Assignment. Exclude all pictures from your copy of the data below, which should otherwise match exactly.

○ ○ ○

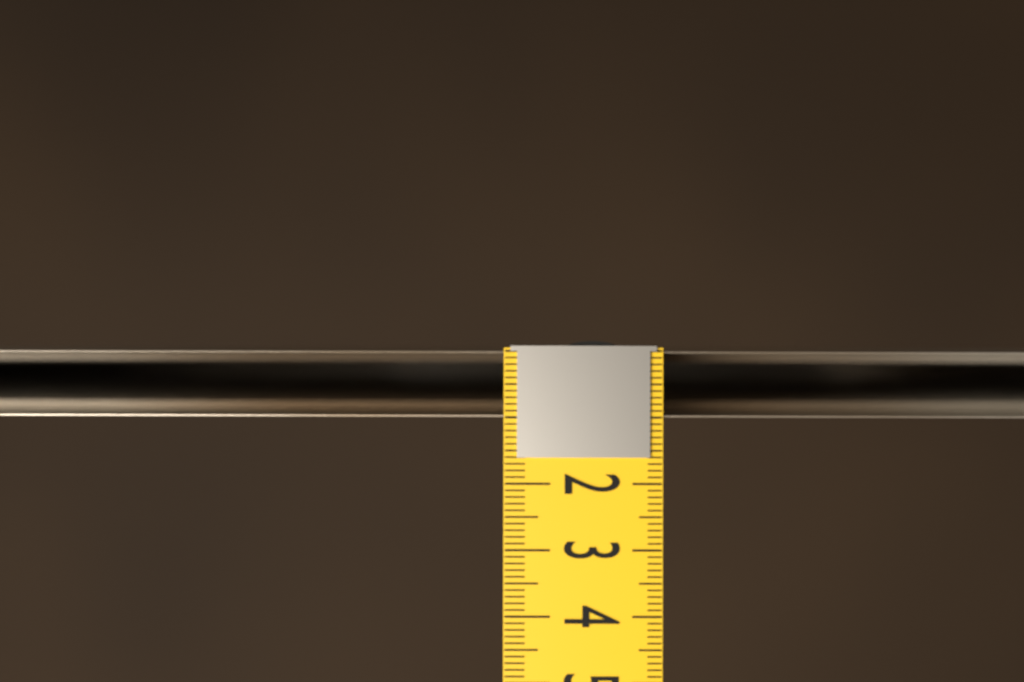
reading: 1.0 (no unit)
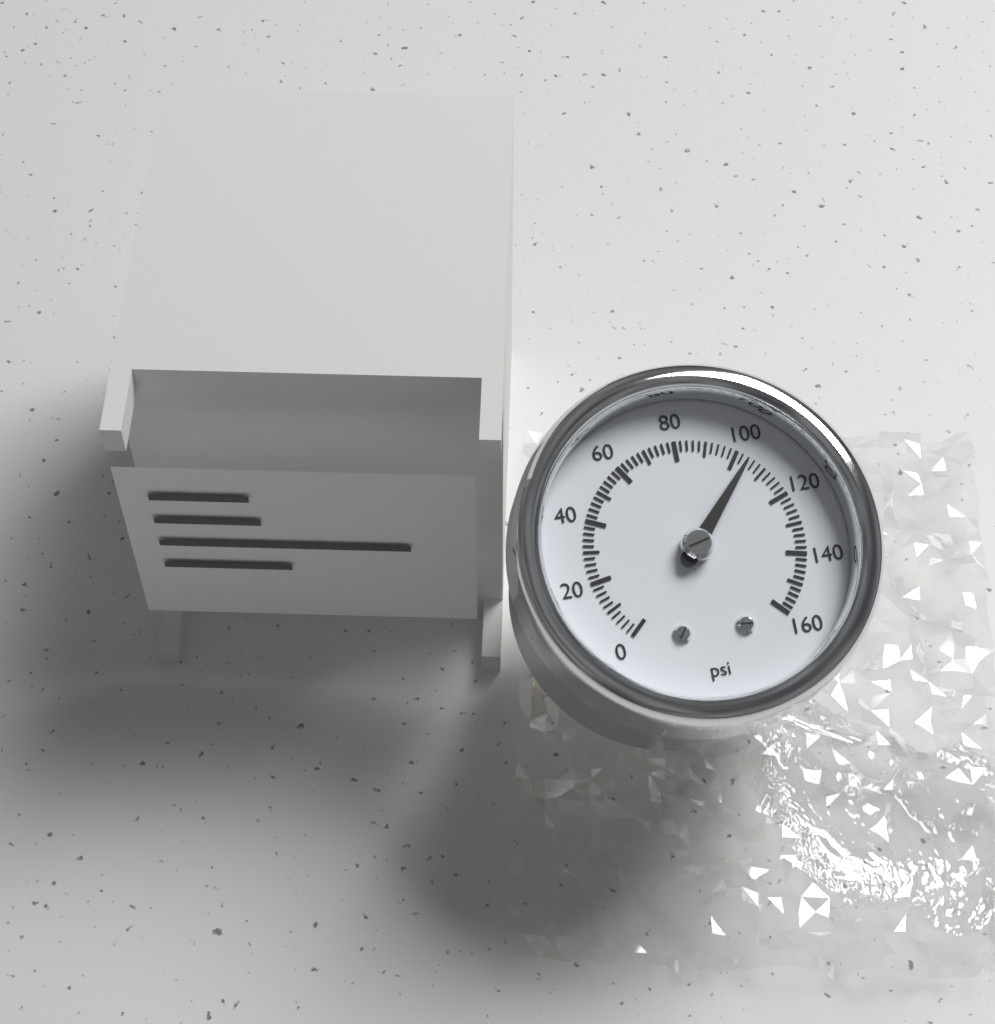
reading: 104 psi
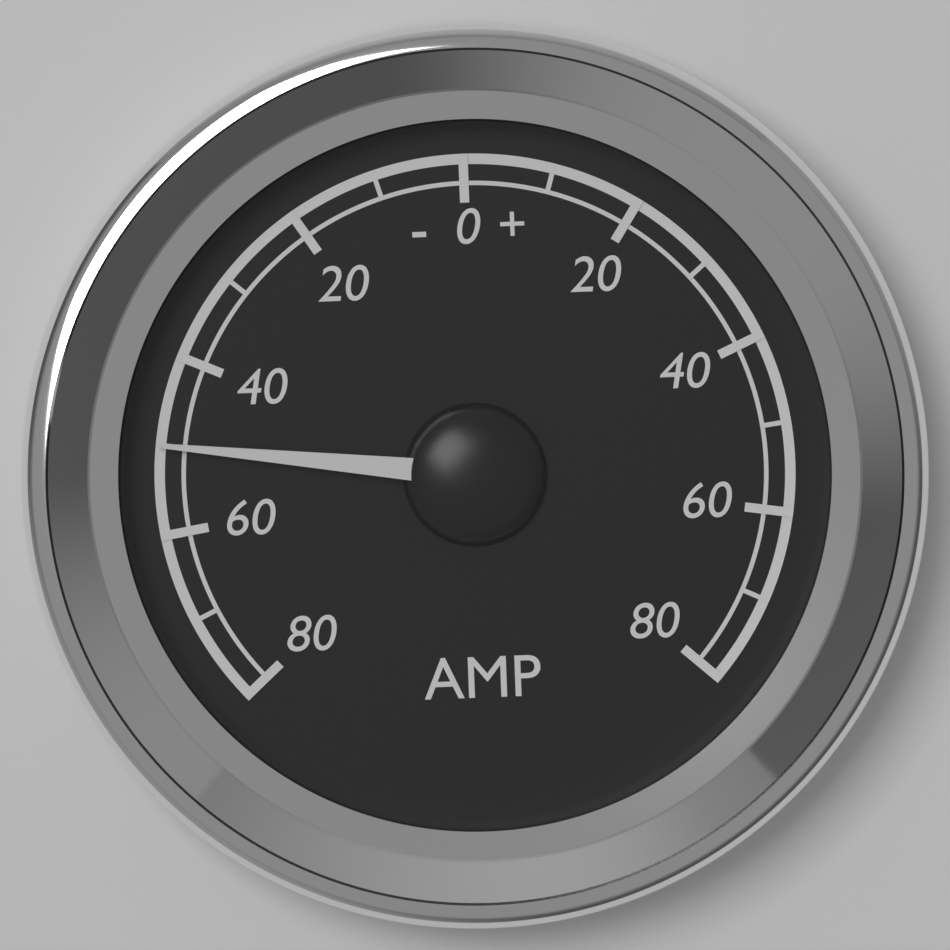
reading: -50 A
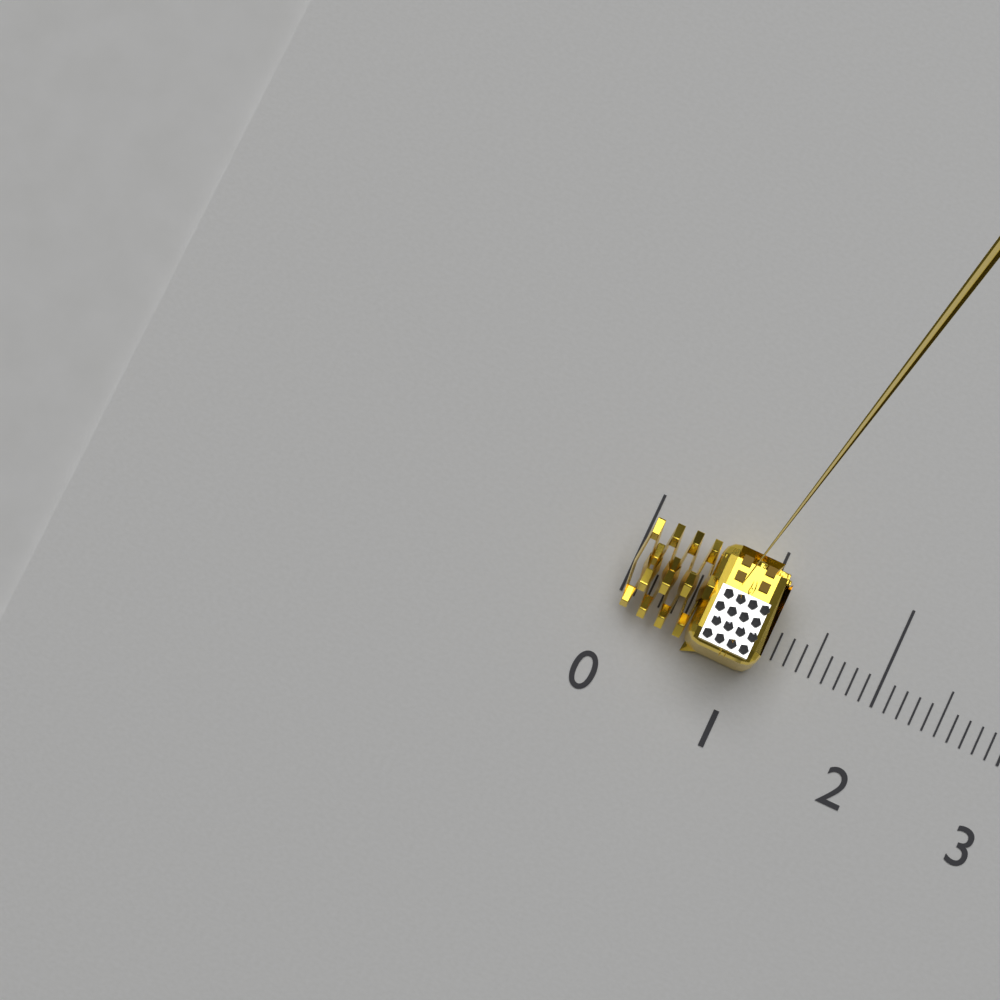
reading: 1.1 (no unit)
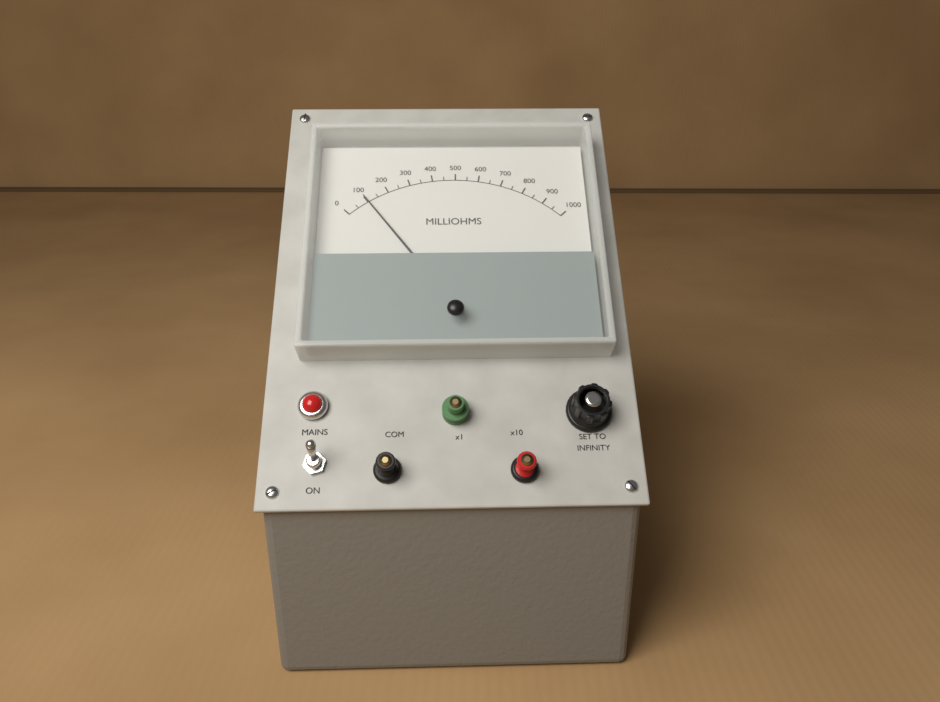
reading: 100 milliohms
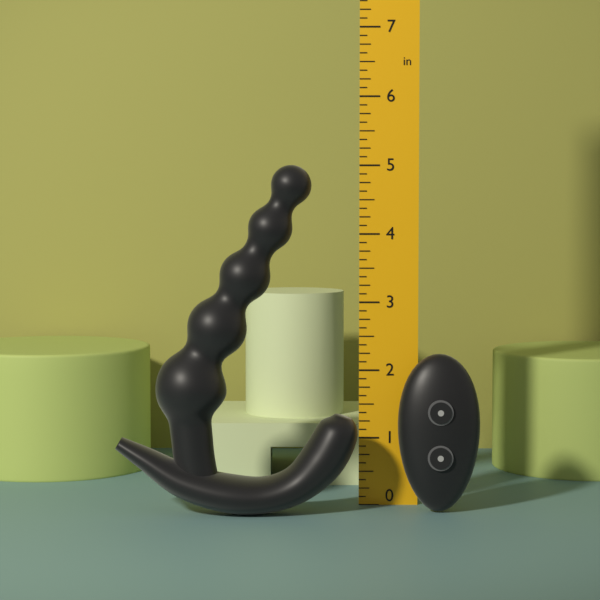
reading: 5.000 in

○ ○ ○

Answer to this exercise.
reading: 1.0 (no unit)
reading: 104 psi
reading: -50 A
reading: 1.1 (no unit)
reading: 100 milliohms
reading: 5.000 in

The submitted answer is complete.